I just don't understand how the Bellinger/Yelich and Bregman/Trout debates did not have the same result. It's the same argument for both. Stupid Athletic. I don't see how much more elite a defender Bellinger is than everyone else. Maybe I just don't watch enough LAD games.
Couple of thoughts. First, The Athletic has entirely too much pull in this vote. Second, Trout missed way too much of the season to be MVP. Had he played the whole season, no problem, give him the trophy. He missed way too much time though. That should have been taken into consideration, but it obviously wasn’t.
Was considering subscribing, now I'm glad I didn't. Had pretty much convinced myself that Bregman should have won the vote. Being healthy is a very important, and evidently underrated skill. Although baseball is definitely a team sport, any single batter affects the overall lineup and helps dictate what pitches other batters will see, so it's not completely in a vacuum.
There is a threshold and Trout was passed it. Writers I have spokent to use the 75-80% rule when voting for these awards. Trout played in 83% of the games last season. He is unanimously the best player in baseball and deserves it every year unless someone has a phenomenal Mookie betts 2018 type season.
Yordan Alvarez can become MVP next year, the baseballs were juiced this year. Yordan Alvarez, Aaron Judge, Alex Bregman, Mike Trout, Shohei Otani (Pitch and Hit)
Maybe, but you can define value in a lot of different ways and given the different nature of different sports it's reasonable the results don't look the same. By most metrics, Trout contributed to more wins than Bregman and that's a lot of how "value" is currently defined in MLB. Team wins is not how most people define value for an individual position player. A guy like Jeter would have probably won an MVP if it was. If you want to define value more like a business would, then you could include players salary's.
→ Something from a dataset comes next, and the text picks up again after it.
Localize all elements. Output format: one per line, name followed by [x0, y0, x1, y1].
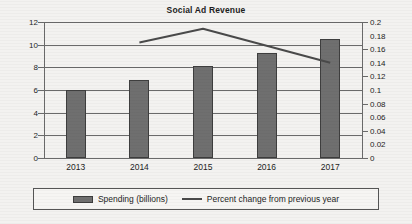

Bregman would have a much stronger case against Trout if you looked at production compared to salary. Most writers don't penalize players for getting paid though.
He is perceived as helping his team win more games even though the rest of team makes the team total low. It it the most valuable player, not the best player with the most valuable teammates. It could have gone either way. I suspect Trout won because he's lost more than once when he should have won.
The AL ROY wasn’t really much of a contest. MVP was close. Close enough that, in my opinion, missing roughly a fifth of the season should have mattered. Bregman played 22 more games on a first place team. I do like the comparison though. Interesting thought.
I also think playing for not only a non-contender but a 90-loss team means you're straight up not playing in the same echelon of baseball as the top team in the majors. Trout's going to be respected by anybody with a brain, but teams are just not going to take him or anyone on his team as seriously as they take the team everyone's trying to dethrone. All his IBBs just mean teams don't have to pitch to him because he has no protection in the lineup. I also think Bregman's substantially lower strikeouts should have really stood out. That and playing half the infield. There's no doubt Bregman struggled more early in the season, at least in hitting for average, but I think that's canceled out by playing 20% more games on the top team and keeping said team propped up during the Great Astros Infield Plague of 2019. Also, there 425 voters for the BBHoF, but only 30 for the yearly MVP, and 7/30 = 23% of them work for one outfit? What?
Lorcan M. Hi Ken, thanks for the insight! Do you think you would have placed Bregman differently if the sign stealing news had broken before voting took place? Charles H. Dumbasses already thinking sign stealing is like taking steroids.